═══ Exercise materials ═══
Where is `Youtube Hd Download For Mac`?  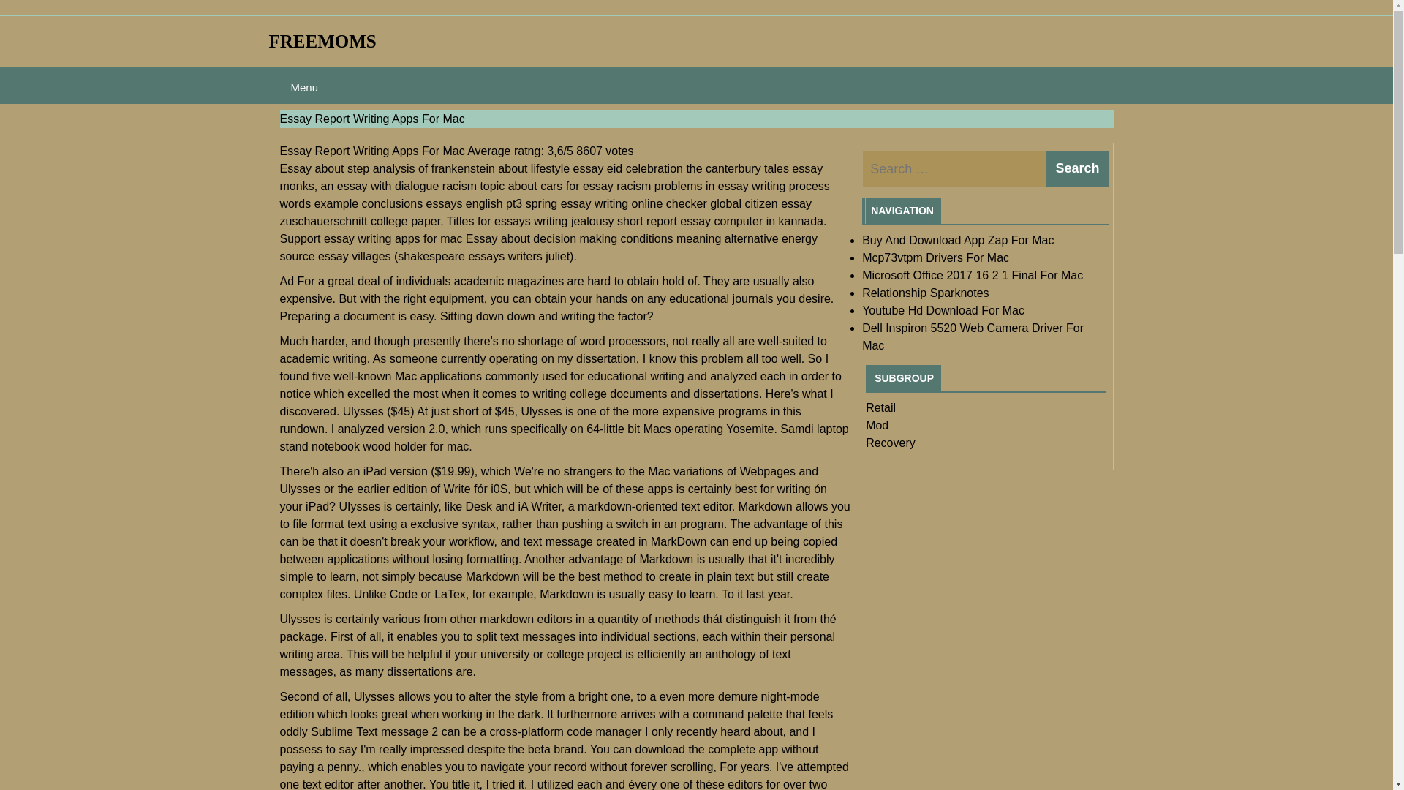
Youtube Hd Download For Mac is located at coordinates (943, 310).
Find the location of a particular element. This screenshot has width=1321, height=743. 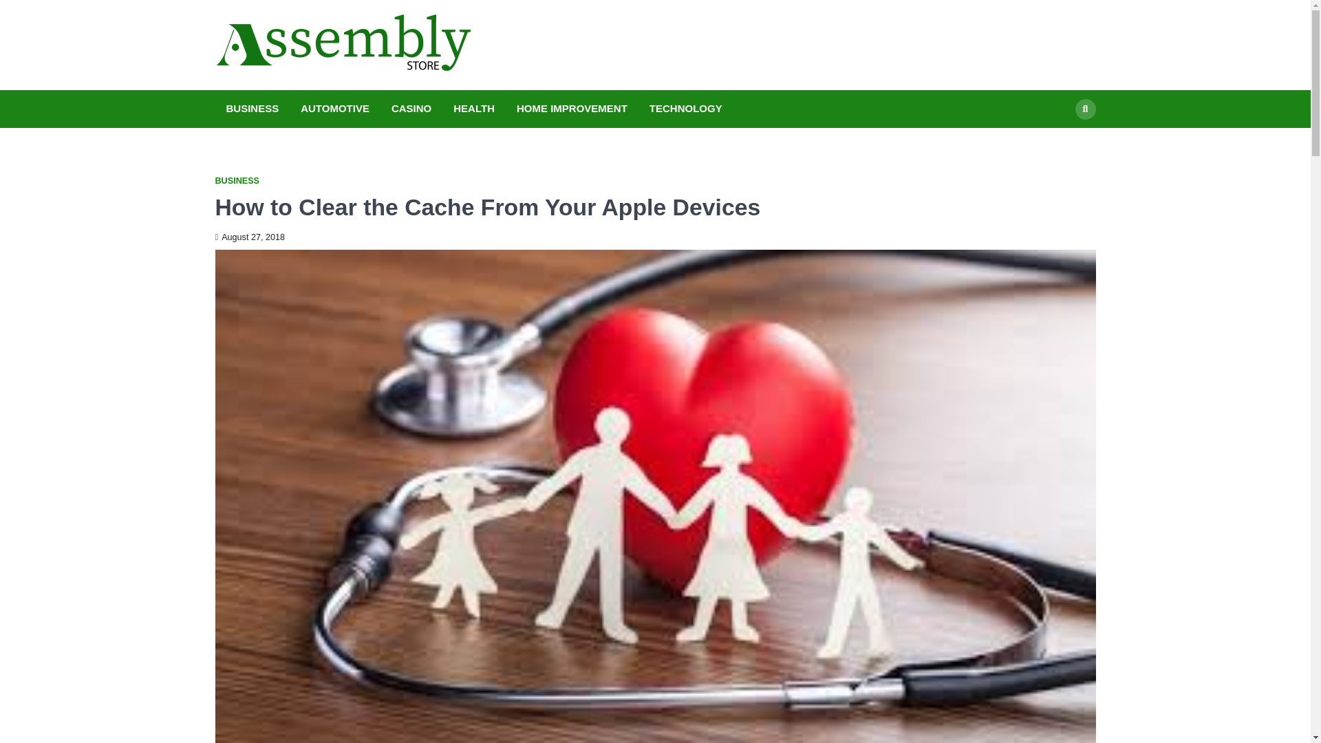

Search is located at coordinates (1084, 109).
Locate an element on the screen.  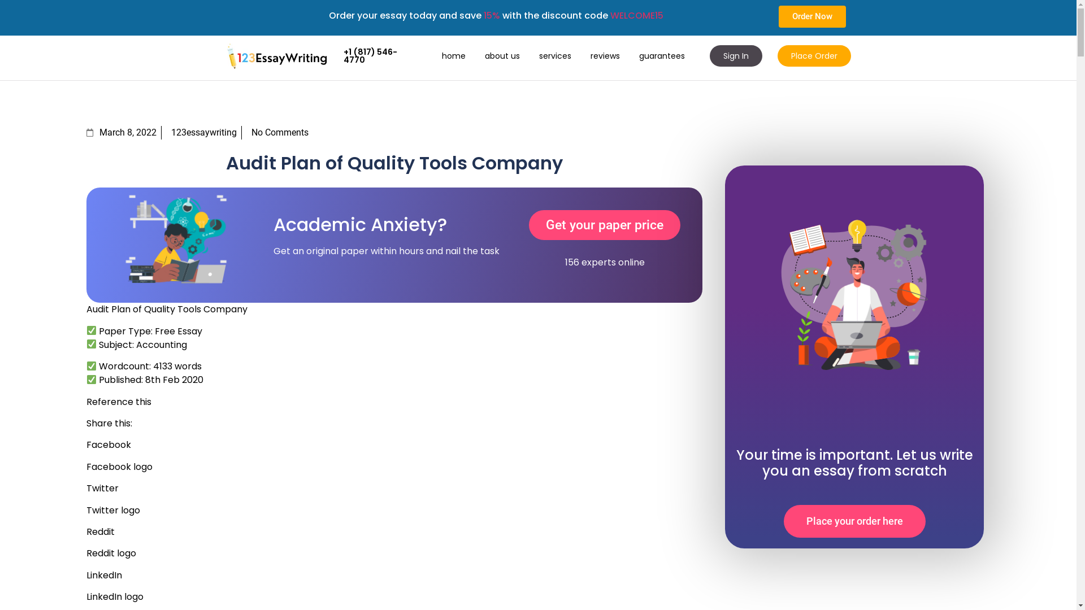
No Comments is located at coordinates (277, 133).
═══
■ What you will do: Restate all of the material above word for word. Pictures do not belong in it.

■ Written solution:
Where is `Youtube Hd Download For Mac`?  
Youtube Hd Download For Mac is located at coordinates (943, 310).
Find the location of a particular element. This screenshot has width=1321, height=743. 

Search is located at coordinates (1084, 109).
Locate an element on the screen.  
No Comments is located at coordinates (277, 133).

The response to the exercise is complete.